[CAUT] professor tuning variables

Porritt, David dporritt at mail.smu.edu
Sat Mar 7 10:08:01 PST 2009


While I'll offer historical temperaments to anyone who asks I don't try to pretend to be an authority.  I'll ask what temperament they want, and converse with them about the music to be presented, but if this person is a performer with enough knowledge to request an UET, then in our conversation they are the expert and I am the not-totally-ignorant executor of their wish.  While I don't have to be an expert on music history (which clearly I am not) I don't have to play stupid either.

I don't see where the "trap" comes in and where we are going to doom our successors.

dp


David M. Porritt, RPT
dporritt at smu.edu<mailto:dporritt at smu.edu>

From: caut-bounces at ptg.org [mailto:caut-bounces at ptg.org] On Behalf Of Jeff Tanner
Sent: Saturday, March 07, 2009 10:27 AM
To: caut at ptg.org
Subject: Re: [CAUT] professor tuning variables

----- Original Message -----
From: Fred Sturm

So, out of an obscure reference to four tuning systems that were not considered important in their time, Jorgensen produced eight temperaments that he gave equal status to all the others in his book. And this is his standard procedure throughout his book. Whereas there are actually only three mean tone temperaments that had any practical historical importance (and a couple others that lead into some interesting microtonal areas), Jorgensen overwhelms us with nearly 50 recipes for mean tone variants.
In sum, I am absolutely appalled at what I find, and I can see that the task of trying to create some clarity from this morass is a monumental one. This is without mentioning the "Big Red," which is, if anything, worse.
Fred Sturm
University of New Mexico
fssturm at unm.edu<mailto:fssturm at unm.edu>



Hi Fred,
Regardless that Mr. Jorgensen may have gone a bit far, the academic community has a copy of "Big Red".  But that was the only HT resource I noticed in our music library.  I also saw copies of it in several faculty offices.  In that, it appears to them to be authoritative.  If we speak up and say, "but...it really isn't that way," who are they going to believe?

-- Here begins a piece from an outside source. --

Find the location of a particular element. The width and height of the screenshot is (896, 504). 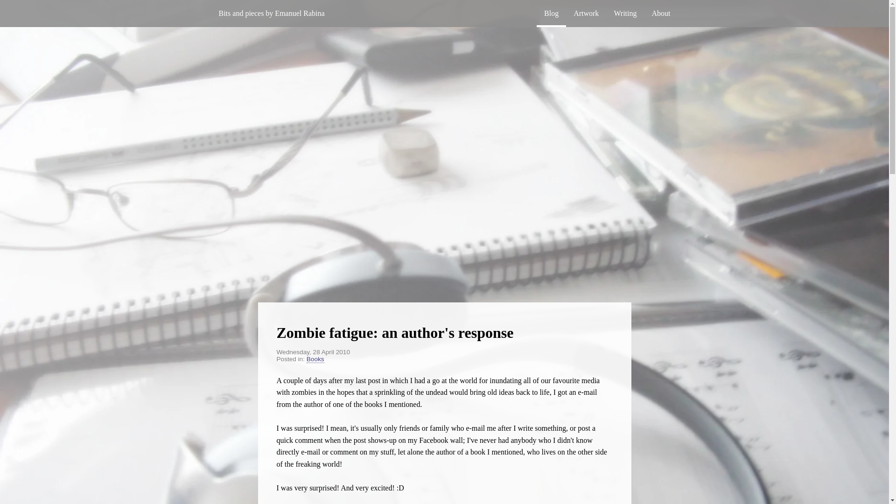

Bits and pieces by Emanuel Rabina is located at coordinates (271, 13).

You are in fact making my point - describing just how massive, confusing and controversial this subject is: The difficulty of actually locating credible sources, deciphering which are and are not -- and not to mention the time involved in all that research, and all that for what percentage of our clientele?  How many years of HT study has it taken for you to come to the place where you are now?  How often are we called upon to employ this lifetime of research?

Unless tuners are the ones promoting the cause, perhaps....never?

Just so you know, we're closer to agreement than you realize.  You've in fact made statements in earlier threads which echo my main sentiment. I cannot easily locate now the one statement you made that is my favorite wording, but these from other posts are along the same thinking:

"If we are posing as experts on historical tuning, we need to have a solid basis for our opinions, and know where they fit in the spectrum of current scholarly thought. Unfortunately, it is difficult to come by this knowledge." - Fred Sturm

"I hope I don't need to add that I make no argument against those who
prefer something besides ET, and who offer it to their clients as an
alternative. (Nor am I personally an advocate for or against ET,
except for purely practical reasons). That is an entirely different
question. It is when we get into the business of making claims about
history that I raise objections." - Fred Sturm

Some have suggested that to choose to not learn a bit about unequal temperaments and their proper application is to unprofessional (my wording).  My thinking is the opposite: that to position oneself as an authority with only a bit of knowledge is quite unprofessional.  It seems to me that having only a bit of knowledge on the subject we're discussing is akin to knowing how to take off in an airplane, but not how to navigate airspace or to land it and convincing passengers to get on an airplane with you.